Regulatory Cloud Hangs Over UniCredit’s Commerzbank Bet as Market Prices in a Higher Premium
04.06.2026 - 19:24:38 | boerse-global.deThe takeover battle for Commerzbank has taken a regulatory twist. Frankfurt has formally asked the BaFin to examine the integrity of the tender numbers reported by UniCredit, casting doubt on whether the Italian lender genuinely holds the 34.35% direct stake it claims. The complaint centres on the nature of the supporting holdings: roughly 2.06% of the tendered shares come from Nomura, acting solely as a derivatives counterparty, and Commerzbank argues that many so-called hedges are not backed by actual stock.
While the regulator pores over the figures, the market is already betting on a better deal. Commerzbank shares changed hands at €36.61 during the holiday session, a 0.60% advance, despite the fact that UniCredit’s formal exchange ratio of 0.485 of its own shares for each Commerzbank share implied an offer value of just €31.07 at the time the offer document was published in early May. The €5.50 gap is the clearest signal yet that investors expect Mailand to sweeten the terms.
UniCredit confirmed on 2 June that it had received tender declarations for approximately 85.4 million Commerzbank shares, equivalent to 7.58% of the capital. Combined with its existing 26.77% direct holding, Milan says it now has effective access to 34.35% of the target. But the Commerzbank board, supported by its supervisory body, accuses the Italian group of conflating direct holdings, derivatives and tendered stock into a single figure that does not reflect true control. The lender’s complaint to BaFin also highlights that investment banks acting as derivative counterparties for UniCredit hold only a limited portion of actual Commerzbank shares as hedges, meaning additional purchases would be required before the claimed ownership levels become real.
Should investors sell immediately? Or is it worth buying Commerzbank?
The stock has fluctuated during the dispute, recently touching €36.90, and remains comfortably above the implicit offer value. It sits just 4.04% below its 52-week high of €38.15 and trades 4.53% above its 50-day moving average and 8.54% above the 200-day line. The 12-month gain of nearly 36% underscores the resilience of the equity, but the premium is entirely speculative — no improved bid has been tabled.
Commerzbank is not relying on regulatory salvation alone. Its first-quarter operating result hit €1.4 billion, and management has set a net income target of at least €3.4 billion for the full year 2026. The long-term “Momentum 2030” strategy envisages a return on tangible equity of roughly 21% and net income of €5.9 billion by the end of the decade. These figures give the board ammunition to argue that UniCredit’s offer undervalues the standalone business.
The timeline remains drawn-out. The extended acceptance period runs until 3 July 2026, and UniCredit does not expect to close the transaction before 2027, pending regulatory approvals. In the meantime, the European Central Bank’s rate decision on 11 June could provide a tailwind: 74 of 80 economists polled by Reuters anticipate a hike to 2.25%, which would further support the net interest income of German lenders.
The BaFin already ordered UniCredit to pull misleading advertising in April. How the authority now judges the quality of the tender data will shape the next chapter. If the regulator questions the validity of the derivative-linked tenders, UniCredit may find itself forced either to buy additional shares in the open market or to raise its offer to attract genuine holders. Either outcome plays straight into the hands of investors who have already priced in a higher premium.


§ **What you need to do**: Repeat the entries exactly, and do not carry the pictures over.
------ Source material
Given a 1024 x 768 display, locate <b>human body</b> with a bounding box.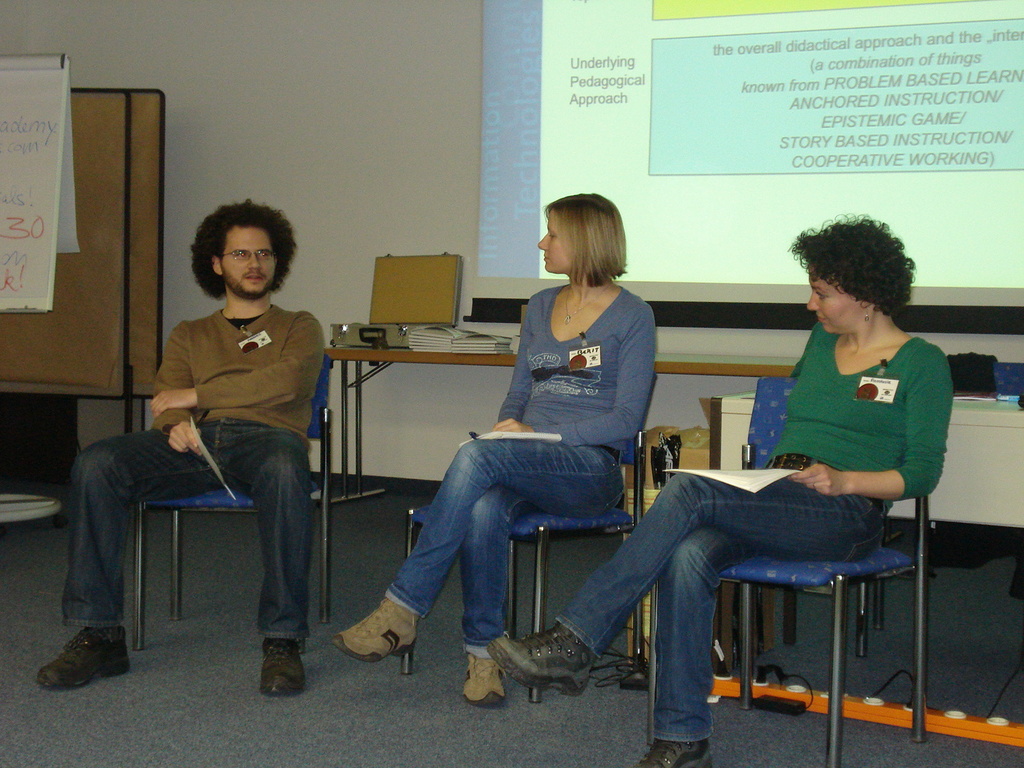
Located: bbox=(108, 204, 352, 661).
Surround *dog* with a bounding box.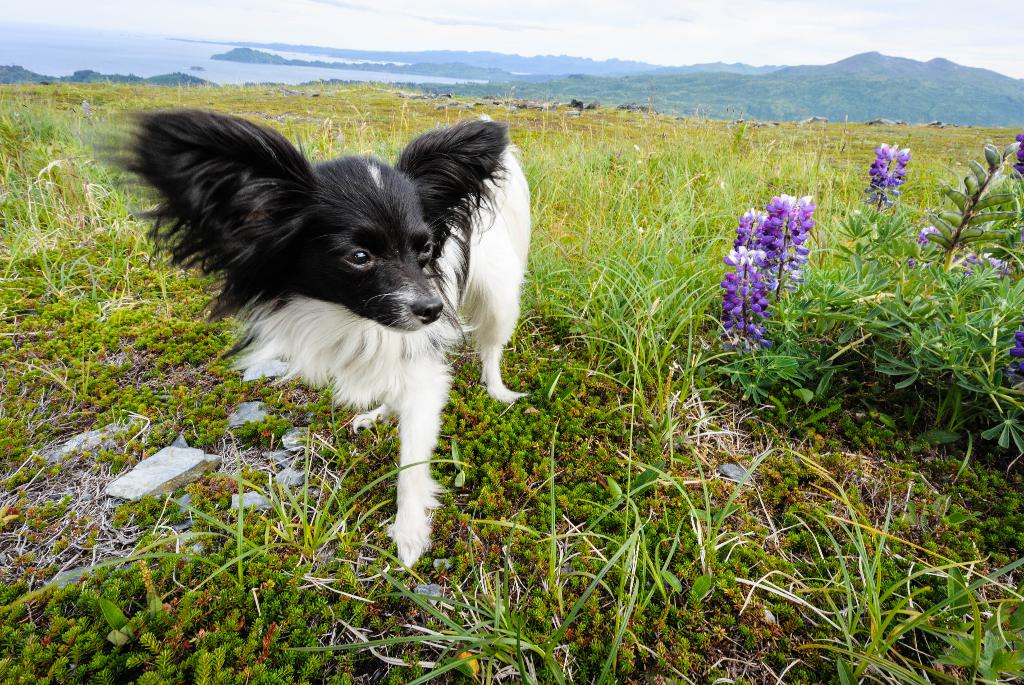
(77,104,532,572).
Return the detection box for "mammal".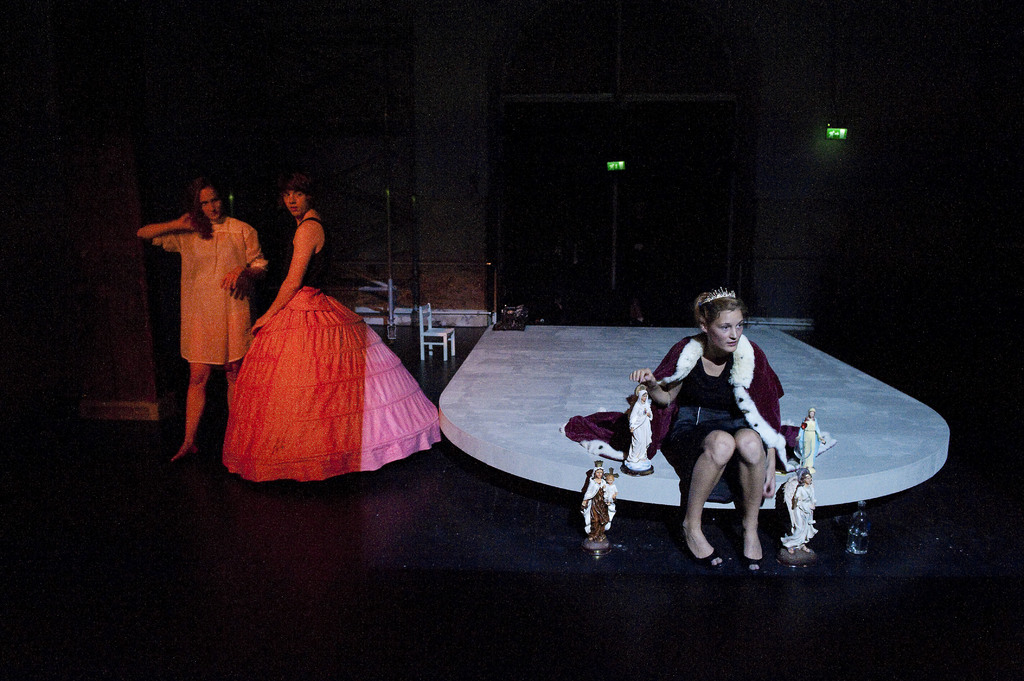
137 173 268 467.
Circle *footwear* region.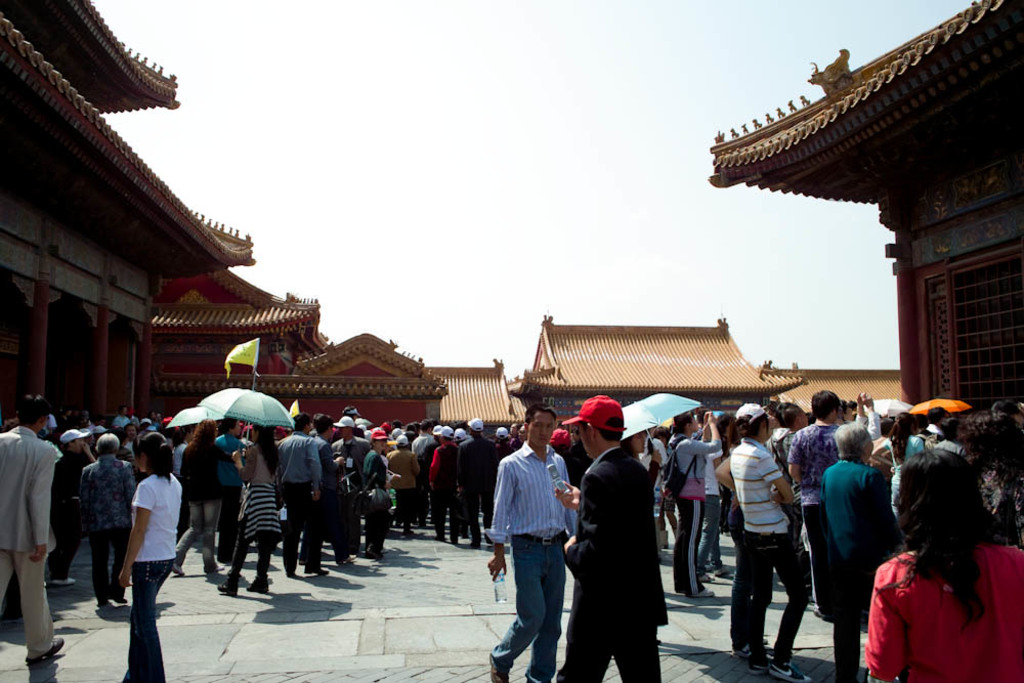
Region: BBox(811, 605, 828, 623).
------------
§ **Result of the exercise**:
Given a 1024 x 768 display, locate <b>human body</b> with a bounding box.
Located: bbox=(108, 204, 352, 661).
Surround *dog* with a bounding box.
(77,104,532,572).
Return the detection box for "mammal".
137 173 268 467.
Circle *footwear* region.
Region: BBox(811, 605, 828, 623).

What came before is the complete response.